Are the Nepo Babies exploding our Democracy?
And this is one of the reasons we have the Ultimate nepo-baby — Donald J. Trump — bestriding the political scene like a giant-assed colossus.
The greatest wealth transfer is here. Can you feel the burn? Or, rather, the burning? "(I)n '89, total US family wealth was (upwards of) $38 trillion. (N)ow? $140 trillion. $84 trillion will be inherited by 2045, $16 trillion of it in a few years.” Tweeted Talmon Joseph Smith, Economics Reporter for the NY Times. “‘The amounts are just staggering," James Jack, a managing director at UBS, largest wealth manager in the world, told Smith. He concludes, “(F)or those in wealth mgmt, Succession (minus the raunchy satire) is real life.”
It certainly puts Tom Wambsgans of Succession’s felt need for a life of microwaved milk, ginger shots, spaghetti and olive oil with American bottled water into some perspective. The poor fool is stressed, navigating between steering a US Presidential election election for a right-wing nihilist and his collapsing marriage to a member of the overclass. He’s trying to outgrow his corporate boxy suits and “agricultural walk,” as Roman reminded us in another season, before he went completely feral.
Of the below graph, James Medlock Tweeted, sagely, “Yea, people point out that millennials are on roughly the same trajectory as boomers were — maybe so, but I think the bigger point is that this trajectory is not a great way of structuring wealth distribution in a society.”
And can we talk for a second about the insane distribution of “White Boomer Wealth”?

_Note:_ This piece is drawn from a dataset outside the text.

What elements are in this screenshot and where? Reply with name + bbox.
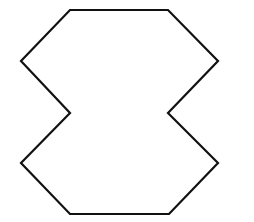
- polygon-diagram: [0, 0, 254, 222]
- diagram-canvas: [0, 0, 254, 222]
- concave-decagon-shape: [21, 10, 218, 214]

The median wealth gap between white and black families is almost surreal. “In the second quarter of 2020, white households—who account for 60 percent of the U.S. population—held 84 percent ($94 trillion) of total household wealth in the U.S.” write Emily Moss, Kriston McIntosh, Wendy Edelberg, and Kristen Broady for Brookings. “Comparatively, Black households—who account for 13.4 percent of the U.S. population—held just 4 percent ($4.6 trillion) of total household wealth.” It is increasingly evident in schools, like the Specialized Schools in New York, allegedly one of the most progressive cities in the country. Still, President Biden deserves some credit for facing the problem, however obliquely.
How will AI impact — and/or exacerbate — this uncomfortable reality? Do we even have the will to do something about this? Or is this all just so much chatter before inequality increases by another order of magnitude?

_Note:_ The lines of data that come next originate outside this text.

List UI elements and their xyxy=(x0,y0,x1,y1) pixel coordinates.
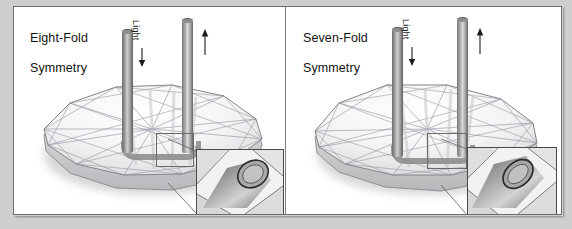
inset-seven-fold xyxy=(467,147,557,214)
input-rod-eight-fold xyxy=(122,31,133,153)
output-rod-cap-eight-fold xyxy=(182,18,193,23)
up-arrow-icon-eight-fold xyxy=(200,28,210,56)
panel-seven-fold: Seven-Fold Symmetry xyxy=(287,7,561,214)
up-arrow-icon-seven-fold xyxy=(475,27,485,55)
panel-title-line1: Seven-Fold xyxy=(303,31,368,45)
panel-title-line1: Eight-Fold xyxy=(30,31,88,45)
panel-eight-fold: Eight-Fold Symmetry xyxy=(14,7,285,214)
input-rod-seven-fold xyxy=(392,29,403,157)
figure-frame: Eight-Fold Symmetry xyxy=(13,6,562,215)
down-arrow-icon-seven-fold xyxy=(407,47,417,67)
figure-root: Eight-Fold Symmetry xyxy=(0,0,572,229)
panel-title-seven-fold: Seven-Fold Symmetry xyxy=(303,16,368,76)
panel-divider xyxy=(285,7,286,214)
light-label-eight-fold: Light xyxy=(131,20,141,41)
panel-title-eight-fold: Eight-Fold Symmetry xyxy=(30,16,88,76)
inset-eight-fold xyxy=(196,149,284,214)
inset-source-box-seven-fold xyxy=(427,133,467,169)
output-rod-cap-seven-fold xyxy=(457,17,468,22)
light-label-seven-fold: Light xyxy=(401,19,411,40)
down-arrow-icon-eight-fold xyxy=(137,48,147,68)
inset-source-box-eight-fold xyxy=(156,133,194,167)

This is mostly about the huge, almost cataclysmic difference between augmenting existing wealth versus generating wealth. Our entire system, in fine. For the wealthy have put in place ways in which it is almost impossible for them to fail even as it is almost impossible to move from poverty to wealth. And this is one of the reasons we have the Ultimate nepo-baby — Donald J. Trump — bestriding the political scene like a giant-assed colossus. How can one fail with an over $400 million inheritance? Why isn’t this already a gigantic campaign issue? Oh — right. “Honest liar.”
I come by this question — Are the Nepo Babies exploding our Democracy? — by way of last night’s episode of Succession, where the fictional Logan kids appear to be about to end the America of their multiverse through their own fundamental brokenness.

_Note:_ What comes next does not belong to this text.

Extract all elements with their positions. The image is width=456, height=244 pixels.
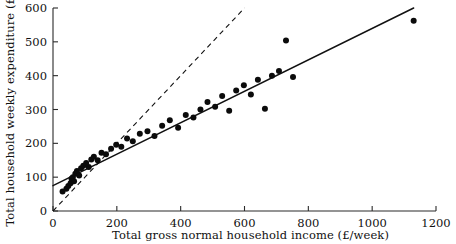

Where did the term nepo baby even come from, anyway? Nate Jones writes in Vulture:
You can trace the origins of the modern backlash to two pivotal events. First, the Girls wars of 2012, in which nepotism allegations became tangled up in discourses around race, misogyny, and privilege, prompting unanswerable questions like “Aren’t they actually satirizing people with zero Black friends?” Second, the Operation Varsity Blues scandal of 2019, which revealed the underhanded methods by which celebrities like Lori Loughlin and Felicity Huffman sought to get their children into high-ranking universities. By exposing the inner workings of the process in humiliating detail, down to staged photos of the applicants posing on rowing machines, it stripped them of their mystique. Nepotism became funny. Nobody exemplified this better than Loughlin’s daughter Olivia Jade Giannulli, a YouTube personality seemingly uninterested in the expensive education her mother had risked prison to help her obtain.
Incidentally, two wealthy parents in the “Varsity Blues” college admissions probe got their fraud convictions overturned by a federal appeals court recently. It was all sort of quiet, far quieter than the initial scandal, of course, except to those of us that were looking to see how it would all conclude. And for us there were no surprises. More overturns, I suspect, to come.
Because the system is indeed rigged towards generational wealth. And not just generational wealth, per se, but massive, almost absurd generational wealth.
Further, as evidenced in the instance of Trump, the nepo baby way of life is practiced by right-wing authoritarians around the world. “It is curious how right-wing authoritarian types like Erdogan and Museveni feel no shame at unethically utilizing and undemocratically increasing the advantages of incumbency as elections approach,” I tweeted this weekend. It is such a powerful force — an animal force — in, ironically, human nature. Such behavior can only be properly construed under the category of evolutionary biology. One almost has to look to the Great Apes, with whom we share the most recent common ancestry, for clues as to the origins of our own thoroughgoing reliance on cumulative cultural achievements. It is perhaps through this prism that we can gain a proper understanding of the unconscious power that the infinite increase of generational wealth has over human beings …
On a lighter note: Not all Nepo babes are so— how does one say this politely? — shameless. Some are politely embarrassed by the birth lottery and the general misery of so much human life, particularly among their fellow citizens. “The Giving Pledge,” founded by the Gates family and Warren Buffett, aims to close the yawning gap between the rich and the poor with regards to generational wealth. At least 115 billionaires have already pledged to give half or more of their wealth to targeted philanthropies, not directly to their children. Of course, the nepo babies will all inherit millions, even hundreds of millions. But even Warren Buffett acknowledges that the vast inheritance of wealth is bad for anything remotely resembling a democracy. As he told CBS News in 2016:
Warren Buffett: Adding to the wealth they have now has no real utility. But that wealth has incredible utility to other people. It can educated children, it can vaccinate children, it can do
Charlie Rose -- of course -- gave the devil's argument in favor of the evolutionary biology of primates.
Rose: I want to give it to my children. That's what I want to do. What's wrong with that?
Warren Buffett: I don't really think that as a society we want to confer blessings on generation after generation who contribute nothing to society simply because someone in the far distant past happened to amass a great amount of wealth.
I’m not sure Buffett’s altruistic argument changed Charlie’s mind, or what passes for it. Rose has yet to rise above the kingdom of the apes. But at least he listened, as any good courtier must, and delivered a message via his platform that was as important then as it is now today.
Not that it will change much. But acknowledging the problem, at least, by the principals is a beginning.